Richard Wortman, “Texts of Exploration and Russia’s European Identity,” in
Russia
Engages the World, 1453–1825,
ed. Cynthia Hyla Whittaker (Cambridge, Mass.: Harvard University Press, 2003), 97.

She was influenced by the linguist Antoine Court de Gébelin’s (1725–84)
Histoire naturelle de la parole, ou Précis de l’origine du langage & de la grammaire universelle
(Paris, 1776), and was aided by Peter Simon Pallas (1741–1811), who published a two-volume edition of
Sravnitel’nye slovari vsekh iazykov i narechii, sobrannye desnitseiu
vsevysochaishei osoby
(St. Petersburg, 1787 and 1789), and later by Jankevich de Marijevo, who published a revised and expanded four-volume edition,
Sravnitel’nyi slovar’
vsekh iazykov i narechii, po azbuchnomy poriadku raspolozhenii
(St. Petersburg, 1791). See Shchebal’skii, “Ekaterina II kak pisatel’nitsa,”
Zaria
6:2 (1870): 17–27; and Friedrich von Adelung,
Catherinen’s des Grossen verdienste um die vergleichende Sprachenkunde
(St. Petersburg, 1815).

Anatole G. Mazour,
Modern Russian Historiography
(Westport, Conn.: Greenwood Press, 1975), 33.

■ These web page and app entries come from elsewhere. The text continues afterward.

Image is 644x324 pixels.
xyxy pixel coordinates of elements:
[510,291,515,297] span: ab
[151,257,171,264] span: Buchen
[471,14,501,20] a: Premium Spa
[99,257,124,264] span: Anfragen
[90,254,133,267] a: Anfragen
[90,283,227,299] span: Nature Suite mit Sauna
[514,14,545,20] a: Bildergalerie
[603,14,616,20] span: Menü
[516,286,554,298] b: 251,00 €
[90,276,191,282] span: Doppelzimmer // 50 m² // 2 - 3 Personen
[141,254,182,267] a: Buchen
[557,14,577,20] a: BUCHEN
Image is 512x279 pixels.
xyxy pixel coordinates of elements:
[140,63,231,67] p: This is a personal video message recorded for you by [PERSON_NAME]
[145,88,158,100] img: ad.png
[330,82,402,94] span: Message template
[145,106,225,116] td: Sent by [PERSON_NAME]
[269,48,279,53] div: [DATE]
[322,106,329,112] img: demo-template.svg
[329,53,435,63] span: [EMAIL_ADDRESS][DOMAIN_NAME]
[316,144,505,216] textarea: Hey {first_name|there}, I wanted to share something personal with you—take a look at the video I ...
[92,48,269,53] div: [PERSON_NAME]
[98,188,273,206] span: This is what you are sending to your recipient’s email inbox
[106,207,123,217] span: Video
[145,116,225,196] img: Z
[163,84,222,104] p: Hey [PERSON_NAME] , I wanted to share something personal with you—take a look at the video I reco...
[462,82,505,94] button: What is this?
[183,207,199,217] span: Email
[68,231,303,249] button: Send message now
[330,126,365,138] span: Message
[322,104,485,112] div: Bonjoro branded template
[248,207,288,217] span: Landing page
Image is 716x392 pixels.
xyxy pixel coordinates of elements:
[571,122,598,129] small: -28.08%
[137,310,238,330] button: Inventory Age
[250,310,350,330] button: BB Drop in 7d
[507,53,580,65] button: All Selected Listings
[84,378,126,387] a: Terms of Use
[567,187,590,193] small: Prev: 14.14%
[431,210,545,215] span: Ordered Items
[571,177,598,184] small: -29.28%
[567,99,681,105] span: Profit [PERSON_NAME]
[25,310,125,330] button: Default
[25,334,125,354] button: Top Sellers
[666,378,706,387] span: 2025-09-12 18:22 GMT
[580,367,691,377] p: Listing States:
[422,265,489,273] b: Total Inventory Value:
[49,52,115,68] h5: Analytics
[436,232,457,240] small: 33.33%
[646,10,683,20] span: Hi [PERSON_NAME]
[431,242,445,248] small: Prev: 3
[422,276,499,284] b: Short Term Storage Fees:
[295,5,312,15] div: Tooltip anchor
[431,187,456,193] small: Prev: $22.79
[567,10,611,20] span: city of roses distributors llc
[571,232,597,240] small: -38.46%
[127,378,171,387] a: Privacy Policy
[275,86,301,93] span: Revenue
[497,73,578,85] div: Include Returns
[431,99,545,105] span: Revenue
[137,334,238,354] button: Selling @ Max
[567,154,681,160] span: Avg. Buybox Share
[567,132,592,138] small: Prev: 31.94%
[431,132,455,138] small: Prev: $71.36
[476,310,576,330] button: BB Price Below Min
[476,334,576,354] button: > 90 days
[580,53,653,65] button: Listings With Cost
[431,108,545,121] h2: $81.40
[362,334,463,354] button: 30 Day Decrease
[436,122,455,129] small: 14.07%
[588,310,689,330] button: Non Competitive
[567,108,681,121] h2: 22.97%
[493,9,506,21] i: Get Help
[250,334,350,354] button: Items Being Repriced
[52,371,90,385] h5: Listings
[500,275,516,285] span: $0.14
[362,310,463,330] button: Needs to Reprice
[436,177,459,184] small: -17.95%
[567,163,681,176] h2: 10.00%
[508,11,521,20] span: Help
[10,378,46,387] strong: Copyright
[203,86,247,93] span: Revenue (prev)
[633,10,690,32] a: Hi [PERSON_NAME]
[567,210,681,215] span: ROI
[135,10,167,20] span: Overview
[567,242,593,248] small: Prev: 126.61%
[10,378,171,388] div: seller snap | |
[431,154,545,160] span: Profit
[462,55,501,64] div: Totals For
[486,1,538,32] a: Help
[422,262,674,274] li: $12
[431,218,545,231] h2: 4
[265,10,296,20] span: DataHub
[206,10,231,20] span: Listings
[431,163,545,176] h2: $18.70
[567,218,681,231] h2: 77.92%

Shchebal’skii, “Ekaterina II kak pisatel’nitsa,”
Zaria
3 (1870): 10–14.

“Qui est ce meilleur poète et ce meilleur historien de mon empire? Ce n’est pas moi pour sûr, n’ayant jamais fait ni vers ni histoire.” Catherine to Grimm, August 24, 1778,
SIRIO,
23:100.

L. M. Gavrilova, “Istochniki ‘Zapisok kasatel’no rossiiskoi istorii’ Ekateriny II,” Vspo
mogatel’nye istoricheskie ditsipliny
20 (1989): 167.

Catherine mentions Ivan Perfil’ievich Elagin, writer and Freemason, in her final memoir, for with his silence he supported her during Bestuzhev-Riumin’s arrest in 1758. Her letter of January 12, 1794, to Grimm refers to Elagin’s
Attempt at a Narrative
on Russia. SIRIO,
23:589.

Sochineniia 8 (1901): 5. Gavrilova, “Istochniki ‘Zapisok,’ ” 164–74. Most history in the eighteenth century focused on the ruler, and, like Tatishchev, Catherine believed that because of its size, history, and culture, Russia needed an absolute monarch. In addition to this empirical model, Whittaker also describes dynastic and antidespotic models of history. Russian Monarchy, 119–40.

“J’en conviens, mais la rage de l’histoire a emporté ma plume.” Catherine to Grimm, January 12, 1794,
SIRIO,
23:589.

“Fortunate will be the writer who in a century compiles the history of Catherine II.” Voltaire to Catherine, December 3, 1771,
Voltaire’s Correspondence,
80:169 (no. 16442). Voltaire here complains that the documents of history are unreliable and only great deeds will remain.

In
An Obsession with History: Russian Writers Confront the Past
(Stanford, Calif.: Stanford University Press, 1994), Andrew Wachtel traces Russian writers’ (including Catherine’s) willingness to treat their history, long the exclusive turf of professional historians in other countries, as if there was a mystery to the problem of writing history in Russia. Censorship and lack of access to materials still remain problems today.